The fusion opportunity
Nuclear energy is often conflated with nuclear fission—the widely commercially available generation process responsible for 18% of US energy production—which is sometimes criticized for its volatility and potential for irreversible environmental damage. However, the distinction between nuclear power derived from fission versus fusion reaction is significant.
Put simply, fusion reactions are what power and sustain all stars, including our Sun. Unlike conventional nuclear fission reactions, which split one atom into two or more atoms, fusion forges two atoms into one—releasing 3 to 4 times more energy but without the risk of meltdown or radioactive byproducts.
Until recently, fusion technology has remained a borderline science-fiction fantasy, mainly due to the challenge of creating an environment with sufficient temperature, pressure, and confinement time necessary to form and host the plasma in which fusion reactions can occur. Although research into fusion power began in the 1940s, fusion reactor designs have yet to sustainably produce more power than is required to initiate the reaction (known as Q>1). Until then, fusion will remain science fiction and not science fact.

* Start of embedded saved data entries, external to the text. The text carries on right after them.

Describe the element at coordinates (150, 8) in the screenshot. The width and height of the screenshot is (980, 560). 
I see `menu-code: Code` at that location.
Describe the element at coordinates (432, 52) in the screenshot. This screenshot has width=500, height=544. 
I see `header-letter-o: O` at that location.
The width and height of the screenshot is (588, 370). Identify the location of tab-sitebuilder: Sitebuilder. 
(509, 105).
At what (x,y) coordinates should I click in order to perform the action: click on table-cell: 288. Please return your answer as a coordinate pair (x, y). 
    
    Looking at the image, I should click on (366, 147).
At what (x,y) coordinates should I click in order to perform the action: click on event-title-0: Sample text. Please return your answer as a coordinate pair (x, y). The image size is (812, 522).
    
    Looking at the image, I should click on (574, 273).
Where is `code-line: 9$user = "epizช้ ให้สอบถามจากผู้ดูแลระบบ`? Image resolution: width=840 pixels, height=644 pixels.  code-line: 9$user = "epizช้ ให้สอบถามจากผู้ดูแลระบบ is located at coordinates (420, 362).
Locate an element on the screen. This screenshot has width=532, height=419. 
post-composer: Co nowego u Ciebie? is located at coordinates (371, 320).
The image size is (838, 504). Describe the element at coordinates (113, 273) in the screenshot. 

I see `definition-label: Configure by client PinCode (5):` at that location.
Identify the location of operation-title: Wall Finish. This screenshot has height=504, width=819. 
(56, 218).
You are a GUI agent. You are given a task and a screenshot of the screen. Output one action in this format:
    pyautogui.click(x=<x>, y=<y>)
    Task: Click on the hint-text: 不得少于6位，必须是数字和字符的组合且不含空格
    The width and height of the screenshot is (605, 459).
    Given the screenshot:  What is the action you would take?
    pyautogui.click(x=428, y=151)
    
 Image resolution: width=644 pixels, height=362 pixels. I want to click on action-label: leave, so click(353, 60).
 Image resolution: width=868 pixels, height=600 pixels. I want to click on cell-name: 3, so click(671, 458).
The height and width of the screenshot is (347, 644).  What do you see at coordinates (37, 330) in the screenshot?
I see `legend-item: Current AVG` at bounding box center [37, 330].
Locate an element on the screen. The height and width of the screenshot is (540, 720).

Grid-scale fusion has seen remarkable scientific advancement in recent years, which is encouraging, but the world is still waiting on design approaches that can achieve near-term commercial deployment—especially those that address the unique energy needs of the economy’s hard-to-abate sectors. Today, the promise of fusion energy production is closer to reality than ever, but we have much more rapid innovation to do in this decisive decade.
Why Avalanche Energy?
The Autodesk Foundation is pleased to welcome to our Energy & Materials portfolio Avalanche Energy, a Seattle-based startup that designs, tests, and builds micro fusion reactors for a broad array of off-grid power applications.
Due to their small size, Avalanche’s micro fusion reactors offer the energy density, output, and flexibility to provide abundant clean energy across sectors. The small form factor enables an iterative approach for faster design, build, test, and fix cycles, allowing for a less costly and more modular, near-term, and mobile design than other fusion efforts.
Avalanche’s micro fusion reactors are designed to generate power at a kilowatt scale that can be packaged together for larger megawatt outputs—ideal for mobile and industrial applications, including ground transportation, aviation, space propulsion, and microgrids for remote communities when aggregated into larger power banks and clusters.
Avalanche’s modular, micro fusion reactors hold the potential to revolutionize—and decarbonize—key pockets of the global economy needed to decouple economic growth from emissions.
Our collaboration
The Autodesk Foundation’s investment in Avalanche will support the development of its micro-reactors while accelerating its progress toward commercially viable Q>1 fusion technology. As with all organizations in our investment portfolio, Avalanche has access to Autodesk technology, technical expertise, and networks.
Our collaboration will focus on leveraging Autodesk design capabilities to accelerate Avalanche’s product development cycles, with a particular emphasis on radiative shielding and safety measures for mass-market commercial adoption.
“Avalanche Energy is excited to collaborate with the Autodesk Foundation to reimagine a future where we have micro fusion reactors and how that will impact the design of vehicles and distributed energy, and how we live in a carbon-zero world,” said Avalanche CEO Robin Langtry.
We look forward to advancing one of the world’s first Q>1 nuclear fusion companies as it redefines and reimagines nuclear energy systems for scale.